● **EXTRACTED MATERIAL**
____________

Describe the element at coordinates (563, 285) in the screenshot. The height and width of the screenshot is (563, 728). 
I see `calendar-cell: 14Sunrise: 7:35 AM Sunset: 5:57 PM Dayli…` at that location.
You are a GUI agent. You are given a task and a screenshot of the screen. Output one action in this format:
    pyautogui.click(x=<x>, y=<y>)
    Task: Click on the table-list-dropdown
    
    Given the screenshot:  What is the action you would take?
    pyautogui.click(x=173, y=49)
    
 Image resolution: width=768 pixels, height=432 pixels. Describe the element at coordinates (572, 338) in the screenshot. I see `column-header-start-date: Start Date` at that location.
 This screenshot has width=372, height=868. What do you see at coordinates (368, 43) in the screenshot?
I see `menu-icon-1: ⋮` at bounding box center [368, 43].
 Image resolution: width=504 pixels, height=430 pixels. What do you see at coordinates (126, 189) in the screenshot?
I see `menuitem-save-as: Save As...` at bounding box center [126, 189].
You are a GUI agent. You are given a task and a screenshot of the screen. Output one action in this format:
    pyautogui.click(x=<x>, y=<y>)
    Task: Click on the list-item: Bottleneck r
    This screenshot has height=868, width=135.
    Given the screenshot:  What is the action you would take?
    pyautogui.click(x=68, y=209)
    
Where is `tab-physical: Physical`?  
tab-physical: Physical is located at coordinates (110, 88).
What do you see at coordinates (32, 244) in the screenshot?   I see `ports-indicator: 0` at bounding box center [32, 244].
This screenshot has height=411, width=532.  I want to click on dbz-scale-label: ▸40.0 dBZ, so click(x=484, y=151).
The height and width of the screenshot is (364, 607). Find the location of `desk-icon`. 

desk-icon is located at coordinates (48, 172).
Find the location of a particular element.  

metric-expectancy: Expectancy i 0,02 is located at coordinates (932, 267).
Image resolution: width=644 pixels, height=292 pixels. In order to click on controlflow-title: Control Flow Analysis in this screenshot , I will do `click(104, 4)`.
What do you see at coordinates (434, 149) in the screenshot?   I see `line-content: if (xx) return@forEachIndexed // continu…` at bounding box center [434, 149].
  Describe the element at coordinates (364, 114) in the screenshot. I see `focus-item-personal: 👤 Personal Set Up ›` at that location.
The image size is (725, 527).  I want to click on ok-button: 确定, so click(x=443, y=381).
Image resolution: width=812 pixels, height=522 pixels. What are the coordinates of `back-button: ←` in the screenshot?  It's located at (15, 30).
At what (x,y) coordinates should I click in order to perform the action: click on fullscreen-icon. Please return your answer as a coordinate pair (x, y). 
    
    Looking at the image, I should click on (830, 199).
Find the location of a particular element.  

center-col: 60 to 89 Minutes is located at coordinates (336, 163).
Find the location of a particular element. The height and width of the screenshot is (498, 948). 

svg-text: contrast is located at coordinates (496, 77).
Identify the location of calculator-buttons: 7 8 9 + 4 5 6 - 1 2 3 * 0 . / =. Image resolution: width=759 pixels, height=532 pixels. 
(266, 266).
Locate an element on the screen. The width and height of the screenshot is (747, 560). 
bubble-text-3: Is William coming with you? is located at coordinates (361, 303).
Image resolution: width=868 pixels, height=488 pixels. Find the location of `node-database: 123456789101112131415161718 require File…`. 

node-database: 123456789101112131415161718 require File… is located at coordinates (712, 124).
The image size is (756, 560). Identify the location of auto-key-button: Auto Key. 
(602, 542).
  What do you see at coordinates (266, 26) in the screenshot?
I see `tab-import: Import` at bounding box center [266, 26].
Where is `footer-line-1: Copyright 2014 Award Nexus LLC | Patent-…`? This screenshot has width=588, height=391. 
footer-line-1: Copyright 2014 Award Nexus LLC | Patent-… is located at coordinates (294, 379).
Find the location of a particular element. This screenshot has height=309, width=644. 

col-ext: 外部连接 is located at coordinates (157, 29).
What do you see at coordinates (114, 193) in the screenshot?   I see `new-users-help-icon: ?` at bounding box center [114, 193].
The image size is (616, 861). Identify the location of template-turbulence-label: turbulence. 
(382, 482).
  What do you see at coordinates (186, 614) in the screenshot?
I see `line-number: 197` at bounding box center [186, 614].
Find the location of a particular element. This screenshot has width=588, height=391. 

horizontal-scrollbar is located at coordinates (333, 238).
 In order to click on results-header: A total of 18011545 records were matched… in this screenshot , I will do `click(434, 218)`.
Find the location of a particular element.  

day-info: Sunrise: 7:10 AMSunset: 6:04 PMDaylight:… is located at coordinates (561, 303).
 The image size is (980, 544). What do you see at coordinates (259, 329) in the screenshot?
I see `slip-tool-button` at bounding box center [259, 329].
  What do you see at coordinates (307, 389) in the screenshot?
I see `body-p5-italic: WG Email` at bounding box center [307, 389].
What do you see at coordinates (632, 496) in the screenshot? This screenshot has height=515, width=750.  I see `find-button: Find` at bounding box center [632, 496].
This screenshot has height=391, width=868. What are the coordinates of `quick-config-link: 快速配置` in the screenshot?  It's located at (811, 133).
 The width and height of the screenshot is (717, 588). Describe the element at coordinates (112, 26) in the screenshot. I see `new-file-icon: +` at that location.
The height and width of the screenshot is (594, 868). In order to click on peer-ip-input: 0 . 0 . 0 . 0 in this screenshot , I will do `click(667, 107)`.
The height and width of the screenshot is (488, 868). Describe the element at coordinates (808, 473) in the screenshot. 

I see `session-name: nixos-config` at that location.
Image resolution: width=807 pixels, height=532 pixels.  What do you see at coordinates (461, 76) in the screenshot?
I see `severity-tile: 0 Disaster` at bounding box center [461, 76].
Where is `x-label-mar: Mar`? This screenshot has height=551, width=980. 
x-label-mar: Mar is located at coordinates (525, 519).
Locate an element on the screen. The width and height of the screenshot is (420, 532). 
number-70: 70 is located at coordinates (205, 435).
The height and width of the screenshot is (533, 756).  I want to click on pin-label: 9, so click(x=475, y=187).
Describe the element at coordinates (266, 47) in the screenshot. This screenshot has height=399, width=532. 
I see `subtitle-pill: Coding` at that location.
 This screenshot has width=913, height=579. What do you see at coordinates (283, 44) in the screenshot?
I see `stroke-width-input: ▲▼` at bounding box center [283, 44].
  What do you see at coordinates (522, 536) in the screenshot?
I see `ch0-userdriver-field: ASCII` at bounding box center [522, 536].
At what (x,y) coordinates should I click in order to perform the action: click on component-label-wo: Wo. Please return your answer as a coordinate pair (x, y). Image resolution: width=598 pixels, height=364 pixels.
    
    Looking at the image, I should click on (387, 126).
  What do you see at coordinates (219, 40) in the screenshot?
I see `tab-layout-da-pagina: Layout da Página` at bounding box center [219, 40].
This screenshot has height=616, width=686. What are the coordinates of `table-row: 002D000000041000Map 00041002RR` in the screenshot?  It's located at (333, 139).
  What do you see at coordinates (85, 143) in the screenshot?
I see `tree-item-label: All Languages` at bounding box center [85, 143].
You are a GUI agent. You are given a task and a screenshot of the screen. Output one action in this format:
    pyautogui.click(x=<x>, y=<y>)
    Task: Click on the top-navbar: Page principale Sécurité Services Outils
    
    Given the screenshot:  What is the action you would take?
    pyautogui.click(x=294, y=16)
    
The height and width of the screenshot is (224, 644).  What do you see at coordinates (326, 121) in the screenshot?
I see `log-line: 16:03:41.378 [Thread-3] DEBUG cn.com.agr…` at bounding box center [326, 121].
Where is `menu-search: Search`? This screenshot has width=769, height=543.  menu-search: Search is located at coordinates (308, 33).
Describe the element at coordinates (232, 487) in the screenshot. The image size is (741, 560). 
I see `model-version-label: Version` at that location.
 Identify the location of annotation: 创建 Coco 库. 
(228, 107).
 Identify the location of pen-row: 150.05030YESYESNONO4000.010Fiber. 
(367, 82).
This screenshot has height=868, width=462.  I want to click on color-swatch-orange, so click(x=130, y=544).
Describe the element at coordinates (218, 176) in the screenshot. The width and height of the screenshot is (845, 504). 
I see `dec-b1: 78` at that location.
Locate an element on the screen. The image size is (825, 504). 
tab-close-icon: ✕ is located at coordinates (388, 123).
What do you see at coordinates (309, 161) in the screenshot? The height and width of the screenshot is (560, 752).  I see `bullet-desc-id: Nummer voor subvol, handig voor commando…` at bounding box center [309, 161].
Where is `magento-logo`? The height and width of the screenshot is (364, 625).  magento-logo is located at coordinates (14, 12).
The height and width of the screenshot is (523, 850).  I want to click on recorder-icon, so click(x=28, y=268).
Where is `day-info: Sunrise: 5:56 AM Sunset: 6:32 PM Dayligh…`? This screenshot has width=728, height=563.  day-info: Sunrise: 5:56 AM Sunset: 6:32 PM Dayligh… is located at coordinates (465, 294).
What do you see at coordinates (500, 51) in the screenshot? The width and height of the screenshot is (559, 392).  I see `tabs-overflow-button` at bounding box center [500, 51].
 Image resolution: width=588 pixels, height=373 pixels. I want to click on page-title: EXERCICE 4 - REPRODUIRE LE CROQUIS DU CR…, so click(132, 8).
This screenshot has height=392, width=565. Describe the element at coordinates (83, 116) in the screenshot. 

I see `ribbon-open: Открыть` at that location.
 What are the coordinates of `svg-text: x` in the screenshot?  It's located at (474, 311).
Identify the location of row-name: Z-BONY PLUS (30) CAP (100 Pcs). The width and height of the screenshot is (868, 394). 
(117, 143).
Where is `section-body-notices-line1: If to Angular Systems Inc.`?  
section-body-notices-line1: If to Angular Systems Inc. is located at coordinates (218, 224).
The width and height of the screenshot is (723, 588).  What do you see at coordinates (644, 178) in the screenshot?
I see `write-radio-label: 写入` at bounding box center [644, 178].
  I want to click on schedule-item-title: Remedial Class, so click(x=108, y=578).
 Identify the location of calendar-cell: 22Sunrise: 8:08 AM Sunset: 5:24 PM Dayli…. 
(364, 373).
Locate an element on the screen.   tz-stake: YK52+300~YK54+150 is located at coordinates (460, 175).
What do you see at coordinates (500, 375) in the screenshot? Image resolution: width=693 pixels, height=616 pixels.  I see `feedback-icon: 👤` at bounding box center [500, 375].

____________

● **AIM OF THE EXERCISE**
From the material above, retype precisely the lines between the line holding "The image size is (756, 560)." and the line holding "What do you see at coordinates (114, 193)", inclusive, and nothing beyond them.

● **RESPONSE AREA**
The image size is (756, 560). Identify the location of auto-key-button: Auto Key. 
(602, 542).
  What do you see at coordinates (266, 26) in the screenshot?
I see `tab-import: Import` at bounding box center [266, 26].
Where is `footer-line-1: Copyright 2014 Award Nexus LLC | Patent-…`? This screenshot has width=588, height=391. 
footer-line-1: Copyright 2014 Award Nexus LLC | Patent-… is located at coordinates (294, 379).
Find the location of a particular element. This screenshot has height=309, width=644. 

col-ext: 外部连接 is located at coordinates (157, 29).
What do you see at coordinates (114, 193) in the screenshot?   I see `new-users-help-icon: ?` at bounding box center [114, 193].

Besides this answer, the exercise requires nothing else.